The letter did not suggest that serving priests should be given permission to marry, and the legislators proposed that the celibacy rule be retained for bishops, as in the Eastern Catholic Churches, which allow priests to marry.
They said retaining celibacy for bishops "would signal the continuing high regard we have for those who are able to live a genuinely celibate life."
"Your two predecessors, Pope John Paul II and Pope Benedict, guided we are sure by the Holy Spirit, generously permitted the ordination of married Anglican clergy as Roman Catholic priests," said the letter, released to the media March 27. "These men and their families have proved to be a great blessing to our parishes.
"Based on that very positive experience we would request that, in the same spirit, you permit the ordination of married Catholic men to the priesthood in Great Britain," said the letter by members of the Catholic Legislators' Network UK.
It continued: "In recent years we have been saddened by the loss of far too many good priests.
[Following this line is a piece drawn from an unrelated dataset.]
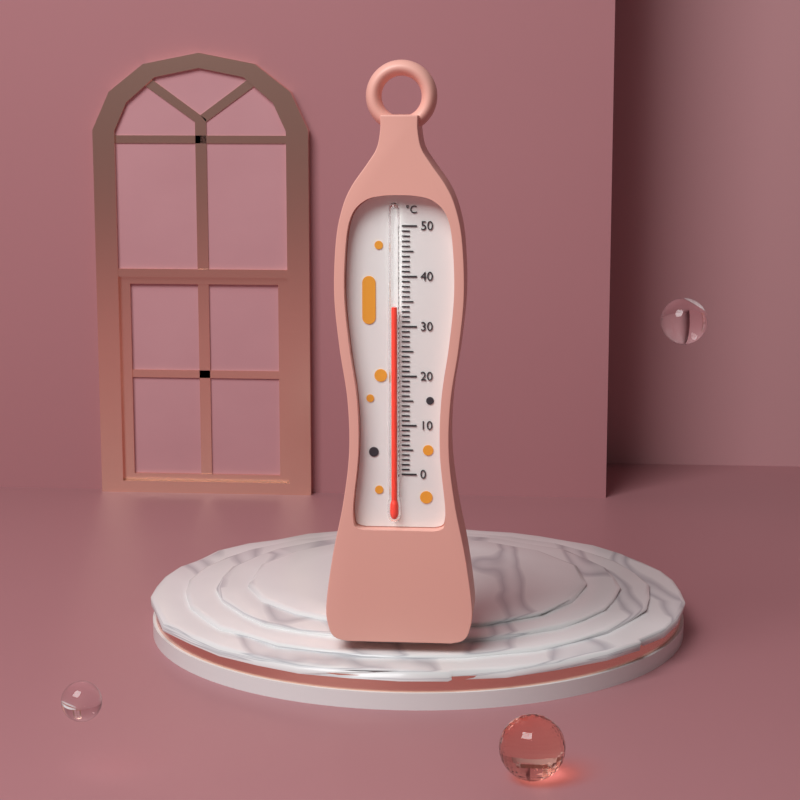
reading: 34 °C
If the celibacy rule were relaxed, there would be many others who would seek ordination, bringing great gifts to the priesthood."
The letter was signed by such senior Catholic peers as Lord (David) Alton of Liverpool, an internationally respected human rights and pro-life activist, and Baroness (Patricia) Scotland, the attorney general for England and Wales under former Prime Minister Gordon Brown.
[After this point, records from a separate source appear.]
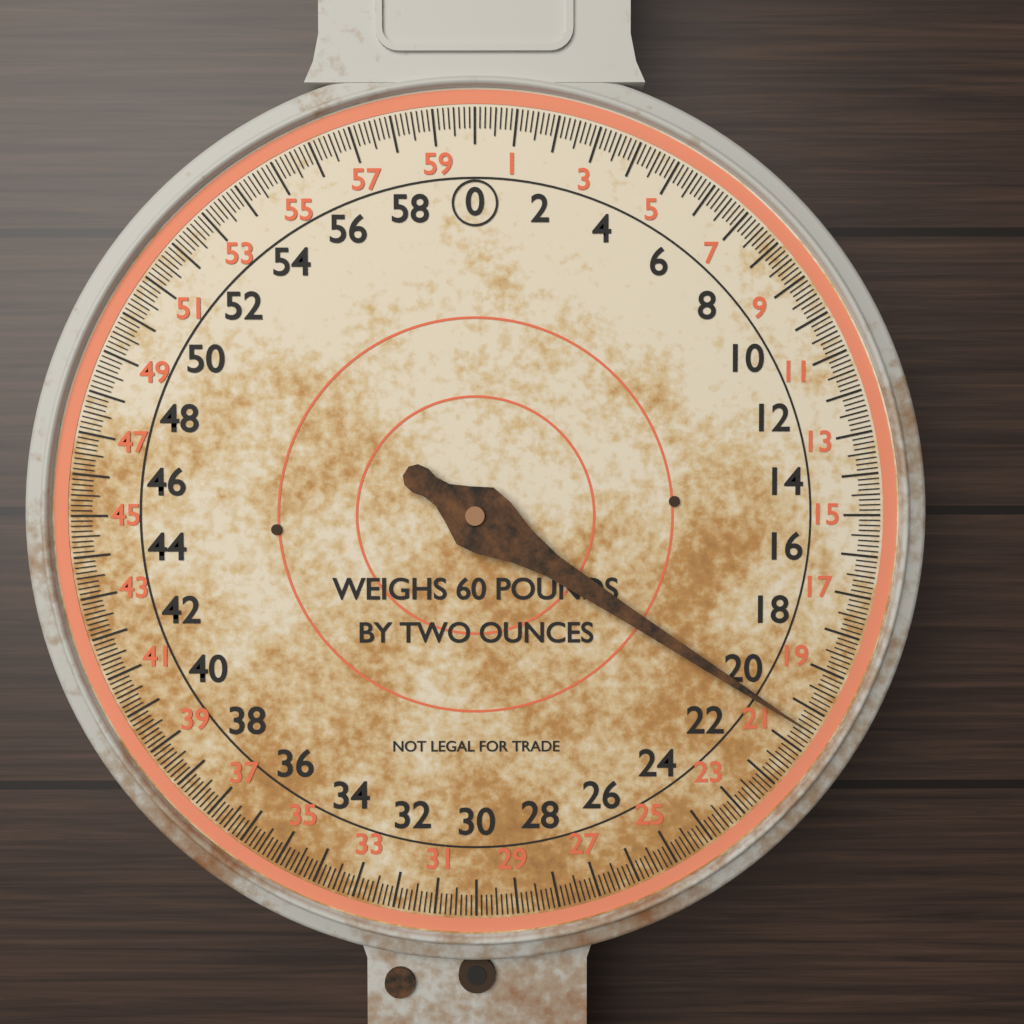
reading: 20.500 lb
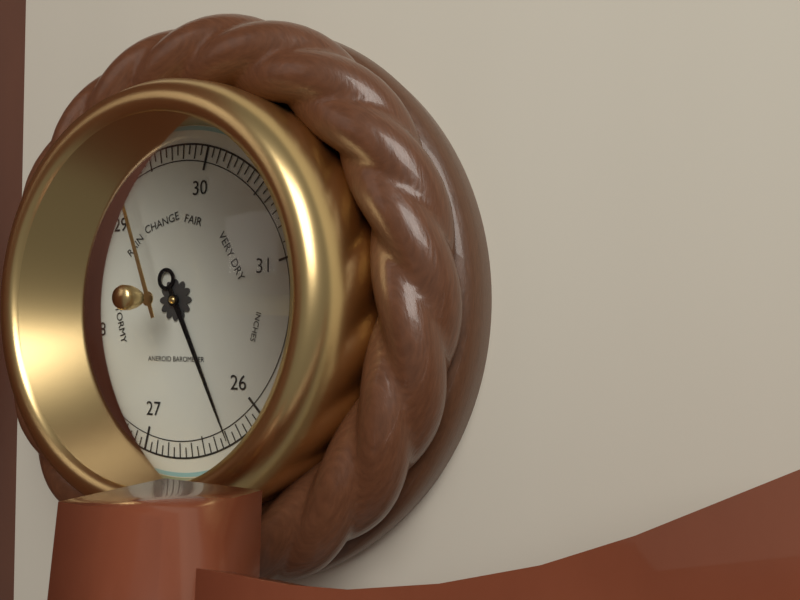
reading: 26.30 inHg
It was also signed by Paul Murphy, a Labor Party member of Parliament who served in former Prime Minister Tony Blair's Cabinet as secretary of state for Northern Ireland, then as secretary of state for Wales.
The letter said: "We recognize that the church is serious about the new evangelization and the need to renew the Christian faith in our secular societies.
"As such, one of our priorities must be to ensure that parishes have priests to administer the sacraments; therefore, we believe that allowing married priests is desirable and imperative," it added.
The letter concluded: "In the first instance, based on the Anglican precedent and the desirability of subsidiarity, it would be logical and greatly welcomed by the faithful if you were to consider permitting our bishops in England and Wales and in Scotland to ordain married men where they believe it would meet the pastoral needs of the local church."
Priestly celibacy is a tradition that developed in the church in the first millennium before it was codified in the Lateran councils of the 12th century. It is a discipline of the Latin church, not a doctrine.